Colyer, 2001a:100). Thus, while Israel itself is the suffering servant, assumed
into oneness with the word of God, in the servant songs of Isaiah, it is
evident that the word becomes one with Israel, becoming more and more “one
Israelite,” for that is the only way in which the word assumes human nature and
existence into oneness with itself. For Torrance, therefore, the suffering
servant is primarily to be understood as “the Word” identifying himself with
Israel, and becoming “one particular Israelite, an individual person, the
Messiah” (Torrance, 2008:51, 52).
As
Scandrett (2006:61) notes, Torrance clearly identifies the suffering servant of
Isaiah Fifty-Three with Jesus Christ. For Torrance, the suffering servant acts from
within the ontological depths of Israel’s
troubled, sinful existence and, therefore, “vicariously” on behalf of Israel,
that is, “as Israel in a
participatory sense” (Scandrett, 2006:63). As Scandrett rightly emphasises, “The Servant’s suffering moves beyond the
forms of Israel’s covenanted way of response to penetrate the essential
disjunction which exists between God and Israel because of sin” (emphasis
in original) and, thereby, “binds” himself to Israel in such a way as to reconstitute
the nation’s relation to him so that “their true end is fully and perfectly
realised in unsullied communion with himself (Torrance, 1992:29). As will be
shown below (cf. Chapter Six) the
servant’s participatory, ontological penetration into the depths of Israel’s
existence in order to bind the nation to himself in communion is paradigmatic for
Torrance’s understanding of the atoning reconciliation of Jesus Christ.
For
Torrance, argues Scandrett (2006:57, 58), the repeated juxtaposition of the
Isaianic servant of the Lord and the Holy One of Israel is of new and critical
importance in regard to divine revelation in Israel. “Most remarkably,” notes
Scandrett, it juxtaposes God and humanity in a single individual. Moreover, it
brings together the legal and sacrificial dimensions of Israel’s life [as represented by
Moses and Aaron], which, together, form the “two complementary poles” of the
people’s entire existence, as encompassed in the covenanted way of response in
Israel. “In emphasizing the juxtaposition of these entities as pointing beyond
itself toward a single reality,” argues Scandrett, “Torrance’s basic commitment
to the centrality of the Incarnation is once again made clear.” In addition, the
juxtaposition of the servant of the Lord and the Holy One of Israel brings
together in an unprecedented way the liturgical concepts of Mediator and Sacrifice
with the moral and legal concept of Redeemer.
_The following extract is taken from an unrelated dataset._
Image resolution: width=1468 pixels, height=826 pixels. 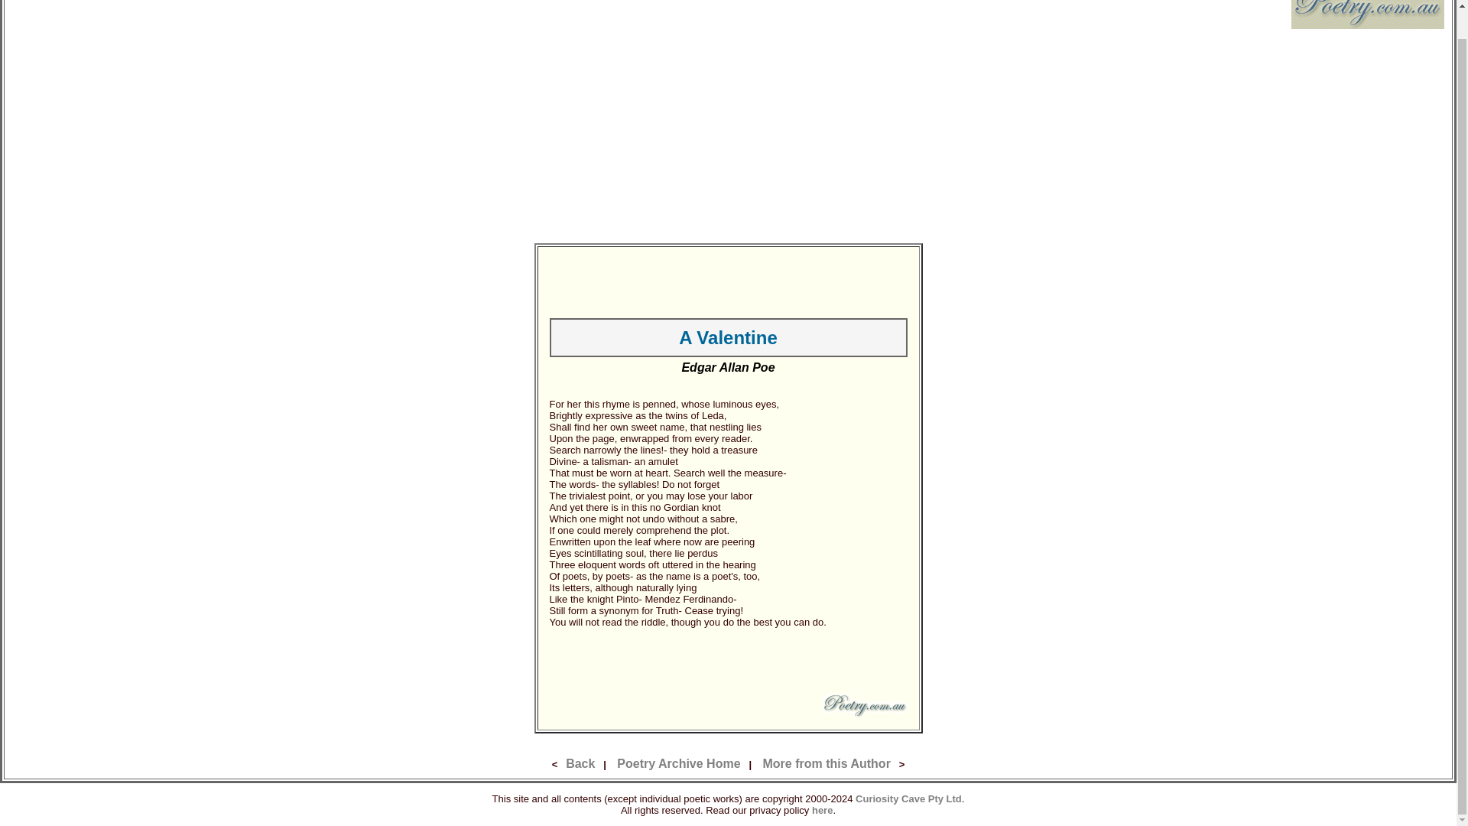 What do you see at coordinates (580, 763) in the screenshot?
I see `Back` at bounding box center [580, 763].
For Torrance, argues Scandrett,
this marks a “stunning development in the mind of Israel regarding the
character and role of the Messiah as a Mediator between God and humanity.” This
“new combination of forms” by which the Word of God revealed in Jesus Christ
can be apprehended shows the “progressive, unifying, and narrowing character”
of God’s self-disclosure to Israel, wherein the Servant of the Lord and the
Holy One of Israel are brought together, as the “ever deepening, spiral
movement” (cf. Torrance, 1992:8) of
revelation progresses toward its goal in the incarnation of Jesus Christ.